When designing a media creation project — structured design prevents the project becoming about production rather than learning.
You are a senior {{role}} brought in to help {{target_user}} complete a Podcast / Video Project Design. # Context Original working context: - Step 1: I want students to create {{podcasts_videos}} on {{topic}} for {{grade_level}}. What are the key learning benefits and challenges of this format? - Step 2: Design the project: topic focus areas, research process, script/storyboard template, production steps, and assessment criteria. - Step 3: Write the student production guide — everything they need from start to publish. - Step 4: Design a peer feedback protocol for reviewing each other's work before final submission. # Goal Produce the exact deliverable requested for this use-case.
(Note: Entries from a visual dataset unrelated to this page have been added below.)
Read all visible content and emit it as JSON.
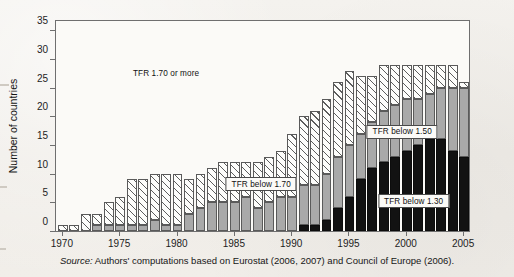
{
  "figure": {
    "caption_prefix": "Source:",
    "caption_text": " Authors' computations based on Eurostat (2006, 2007) and Council of Europe (2006)."
  },
  "chart_data": {
    "type": "bar",
    "title": "",
    "subtitle": "",
    "xlabel": "",
    "ylabel": "Number of countries",
    "stacked": true,
    "grid": false,
    "legend_position": "inside-annotations",
    "xlim": [
      1969.4,
      2005.6
    ],
    "ylim": [
      0,
      37
    ],
    "yticks": [
      0,
      5,
      10,
      15,
      20,
      25,
      30,
      35
    ],
    "xticks": [
      1970,
      1975,
      1980,
      1985,
      1990,
      1995,
      2000,
      2005
    ],
    "xtick_labels": [
      "1970",
      "1975",
      "1980",
      "1985",
      "1990",
      "1995",
      "2000",
      "2005"
    ],
    "ytick_labels": [
      "0",
      "5",
      "10",
      "15",
      "20",
      "25",
      "30",
      "35"
    ],
    "categories": [
      1970,
      1971,
      1972,
      1973,
      1974,
      1975,
      1976,
      1977,
      1978,
      1979,
      1980,
      1981,
      1982,
      1983,
      1984,
      1985,
      1986,
      1987,
      1988,
      1989,
      1990,
      1991,
      1992,
      1993,
      1994,
      1995,
      1996,
      1997,
      1998,
      1999,
      2000,
      2001,
      2002,
      2003,
      2004,
      2005
    ],
    "series": [
      {
        "name": "TFR below 1.30",
        "color": "#121212",
        "pattern": "solid-black",
        "values": [
          0,
          0,
          0,
          0,
          0,
          0,
          0,
          0,
          0,
          0,
          0,
          0,
          0,
          0,
          0,
          0,
          0,
          0,
          0,
          0,
          0,
          1,
          1,
          2,
          4,
          6,
          9,
          11,
          12,
          13,
          14,
          15,
          16,
          16,
          14,
          13
        ]
      },
      {
        "name": "TFR below 1.50",
        "color": "#a9a9a9",
        "pattern": "solid-gray",
        "values": [
          0,
          0,
          0,
          1,
          1,
          1,
          1,
          1,
          2,
          1,
          1,
          3,
          4,
          5,
          5,
          5,
          6,
          4,
          5,
          6,
          6,
          7,
          7,
          8,
          9,
          9,
          8,
          8,
          9,
          9,
          9,
          8,
          8,
          9,
          11,
          12
        ]
      },
      {
        "name": "TFR below 1.70",
        "color": "#fdfdfb",
        "pattern": "diagonal-hatch",
        "values": [
          1,
          1,
          3,
          2,
          4,
          5,
          8,
          8,
          8,
          9,
          9,
          6,
          6,
          6,
          7,
          7,
          6,
          8,
          8,
          8,
          11,
          12,
          13,
          13,
          13,
          13,
          10,
          8,
          8,
          7,
          6,
          6,
          5,
          4,
          4,
          1
        ]
      }
    ],
    "annotations": [
      {
        "text": "TFR 1.70 or more",
        "boxed": false,
        "x_year": 1979.0,
        "y_value": 27.5
      },
      {
        "text": "TFR below 1.70",
        "boxed": true,
        "x_year": 1987.3,
        "y_value": 8.2
      },
      {
        "text": "TFR below 1.50",
        "boxed": true,
        "x_year": 1999.6,
        "y_value": 17.3
      },
      {
        "text": "TFR below 1.30",
        "boxed": true,
        "x_year": 2000.6,
        "y_value": 5.2
      }
    ]
  }
}
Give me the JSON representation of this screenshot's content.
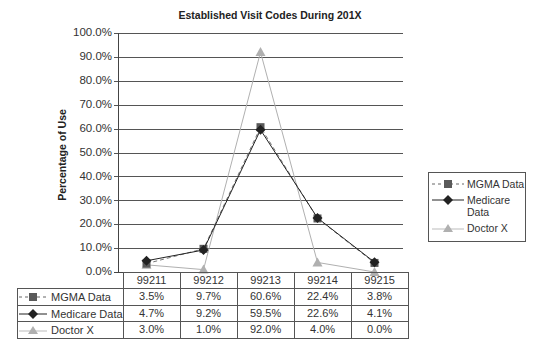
{
  "chart_data": {
    "type": "line",
    "title": "Established Visit Codes During 201X",
    "xlabel": "",
    "ylabel": "Percentage of Use",
    "categories": [
      "99211",
      "99212",
      "99213",
      "99214",
      "99215"
    ],
    "series": [
      {
        "name": "MGMA Data",
        "values": [
          3.5,
          9.7,
          60.6,
          22.4,
          3.8
        ],
        "display": [
          "3.5%",
          "9.7%",
          "60.6%",
          "22.4%",
          "3.8%"
        ],
        "color": "#555555",
        "marker": "square",
        "line": "dashed"
      },
      {
        "name": "Medicare Data",
        "values": [
          4.7,
          9.2,
          59.5,
          22.6,
          4.1
        ],
        "display": [
          "4.7%",
          "9.2%",
          "59.5%",
          "22.6%",
          "4.1%"
        ],
        "color": "#222222",
        "marker": "diamond",
        "line": "solid"
      },
      {
        "name": "Doctor X",
        "values": [
          3.0,
          1.0,
          92.0,
          4.0,
          0.0
        ],
        "display": [
          "3.0%",
          "1.0%",
          "92.0%",
          "4.0%",
          "0.0%"
        ],
        "color": "#b0b0b0",
        "marker": "triangle",
        "line": "solid"
      }
    ],
    "yticks": [
      "100.0%",
      "90.0%",
      "80.0%",
      "70.0%",
      "60.0%",
      "50.0%",
      "40.0%",
      "30.0%",
      "20.0%",
      "10.0%",
      "0.0%"
    ],
    "ylim": [
      0,
      100
    ],
    "grid": true,
    "legend_position": "right",
    "data_table": true
  },
  "legend": {
    "items": [
      {
        "label": "MGMA Data"
      },
      {
        "label": "Medicare Data"
      },
      {
        "label": "Doctor X"
      }
    ]
  }
}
Make the output practical, specific, and ready to use. # Constraints - Use the user's variables exactly where relevant. - Avoid generic filler and vague advice. - Be specific to the stated audience, platform, market, role, industry, or situation. - Ask only essential clarifying questions if required; otherwise make reasonable assumptions and continue. # Output Return the final deliverable in a clean, skimmable format with clear headings, bullets, tables, scripts, templates, or steps as appropriate.
{{double-curly}} with your real context.When designing a media creation project — structured design prevents the project becoming about production rather than learning.
Screen 3-4 exemplars (podcast episodes or videos from professionals) before students create — the bar they see becomes the bar they aim for.
At the start of each month to plan ahead and stay consistent.
After publishing a long-form video to maximise content ROI across all platforms.
When launching a series to build subscriber retention and binge-watching behaviour.
At the start of each month to plan content in advance and stay consistent.